One of the highlights of the past few weeks of lockdown has been the release of the film version of the stage show Hamilton. Since its debut on the New York stage it has been highly acclaimed, and now we can all see it.
Written and performed by New York born Puerto Rican Lin-Manuel Miranda, the show tells the story of Alexander Hamilton, one of the Founding Fathers, of humble Caribbean origins, actively involved in promoting the American Revolution and in writing the US Constitution. The story involves love, war, intrigue and passion, and brings alive a significant chapter of American history and identity.
But what is so stunning and gripping is the way the music chosen to portray this is Urban Hip-Hop and a blend of styles drawn from “black and brown” music and culture, just as the actors are. The multi-layered conversations in the rap idiom are heavy with modern day allusions, and the rhythm and mix are infectious and powerful.

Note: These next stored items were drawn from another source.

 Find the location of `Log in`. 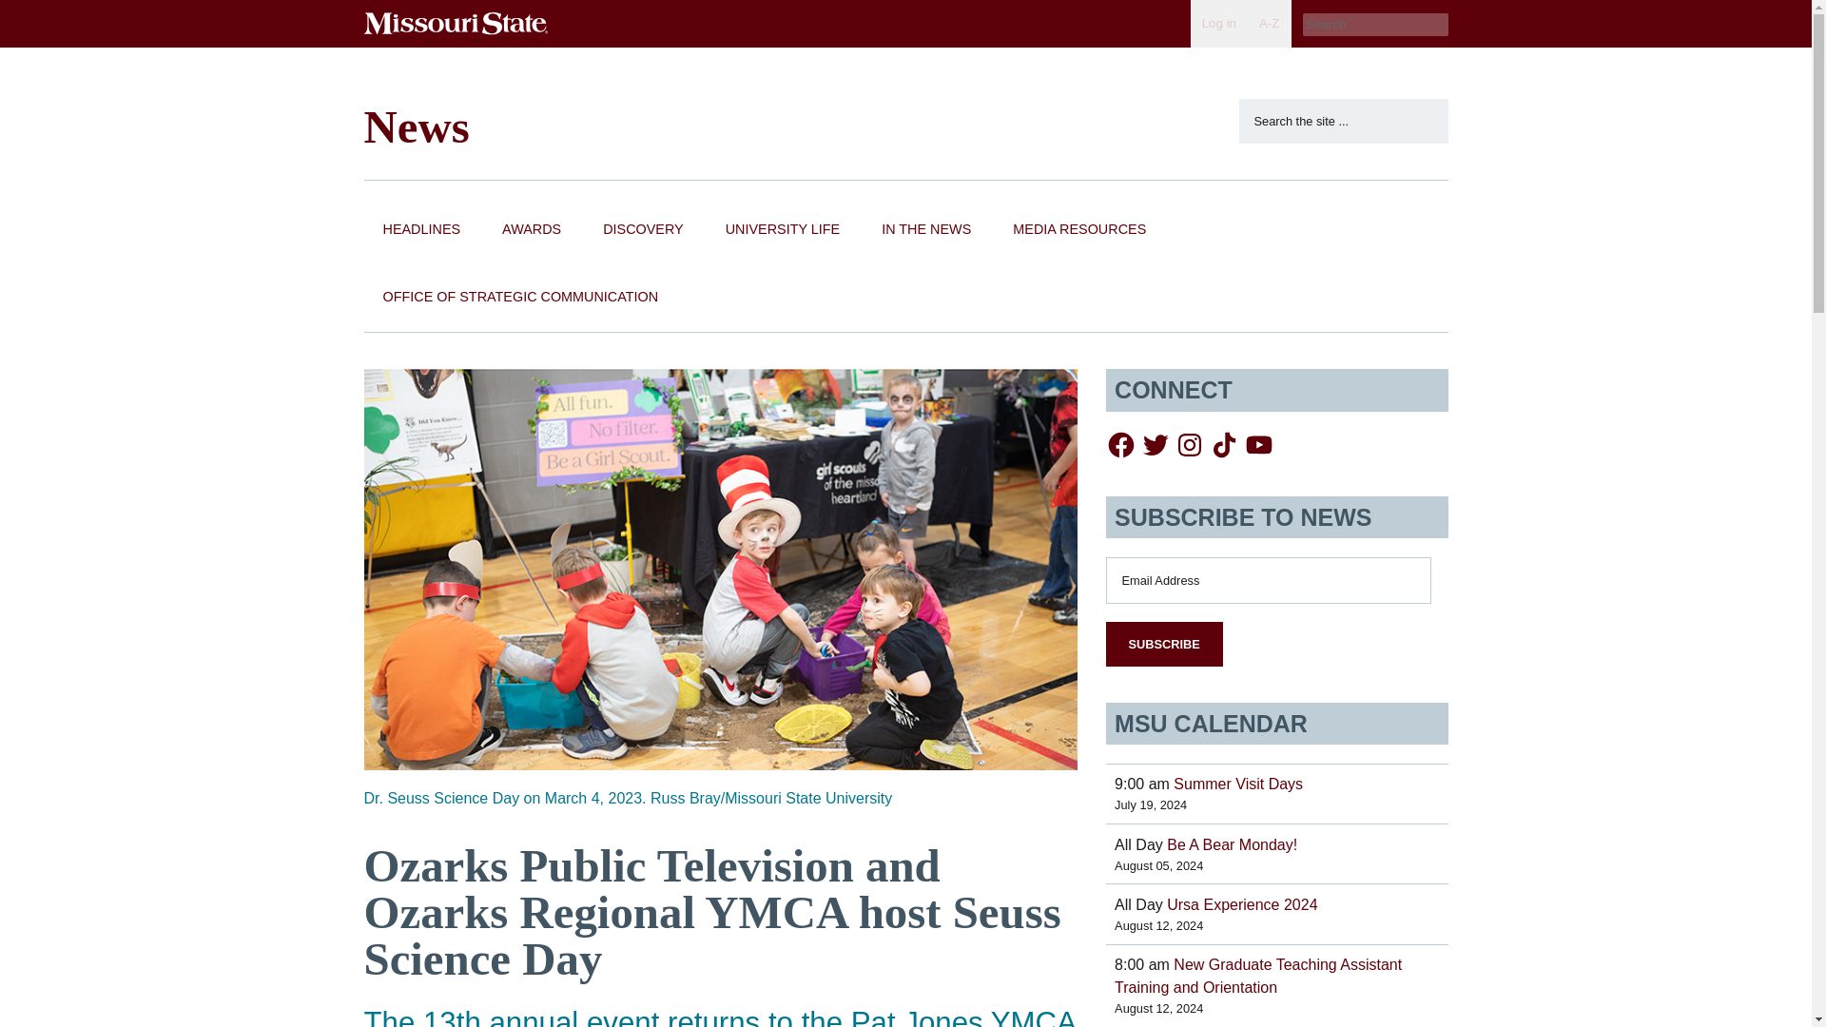

Log in is located at coordinates (1219, 23).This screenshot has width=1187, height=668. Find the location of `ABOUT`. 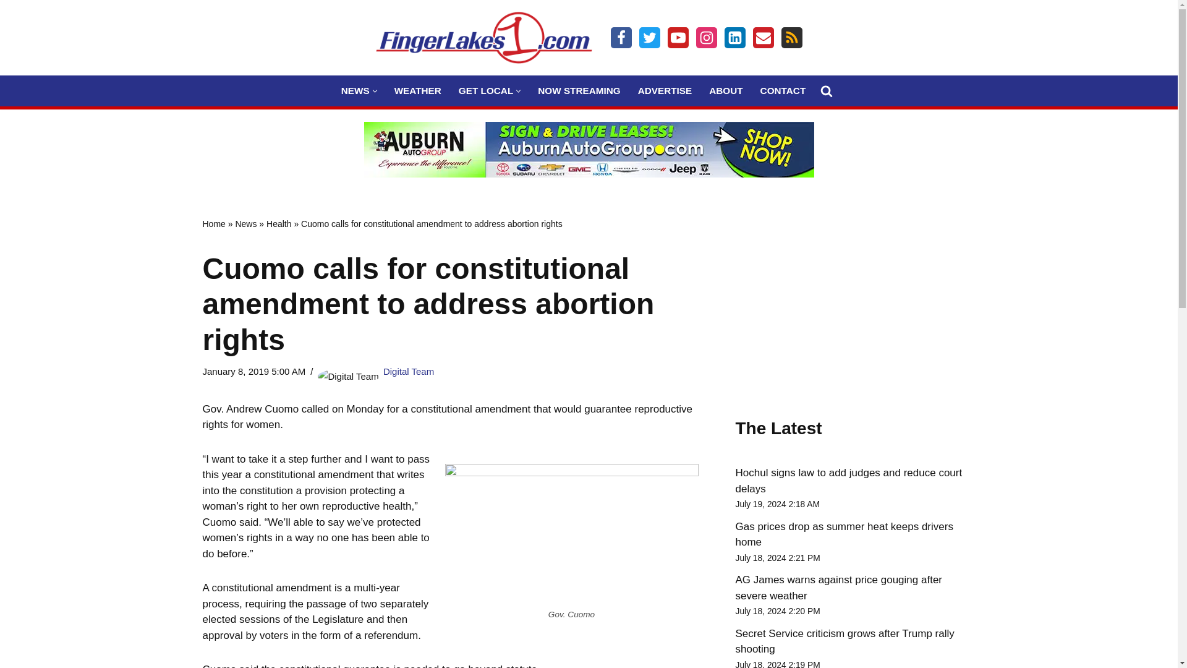

ABOUT is located at coordinates (726, 90).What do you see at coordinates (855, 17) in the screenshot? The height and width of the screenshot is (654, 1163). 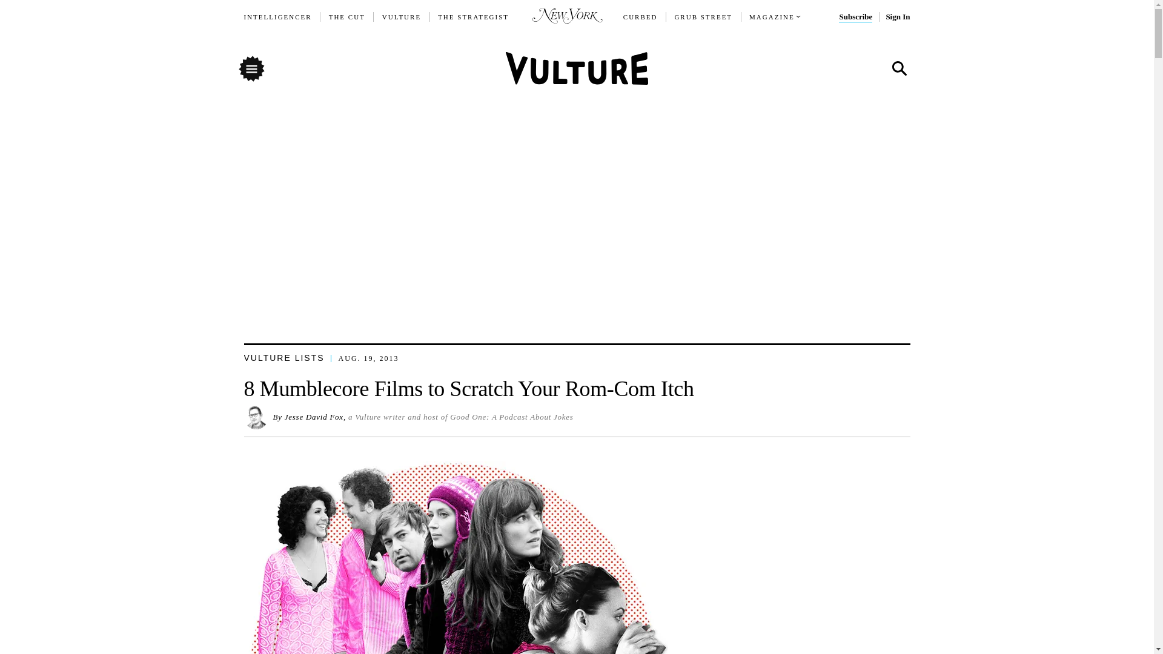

Surfacing as it does in the midst of the Black Lives Matter protests it is testimony to the vibrancy of this movement and its Latino neighbour. It is significant that Miranda is also working on a project to bring West Side Story back to its Puerto Rican roots by translating the libretto into Spanish.
However, without denying for a moment the hugely deserved success and importance of the musical, there is an elephant in the room. Despite occasional references to the abolition of slavery, the Founding Fathers essentially continued the system that the British started, and some would say the British did more in the end towards abolition than the United States.
This is similar to the story all over the Americas. Colonial oppression was booted out, but the newly independent states continued to oppress significant sectors of their people, specifically the black and the brown. In Latin America, as in the USA, the First People continued to suffer despite the high minded liberal ideals of the liberators.
Slavery has obviously been widely discussed and decried recently, but little has been said about those who were displaced by the first Europeans to arrive, and generations after them, including those who believed in emancipation.
Good art reflects and even changes society, but we must not allow it to idealize our blind spots.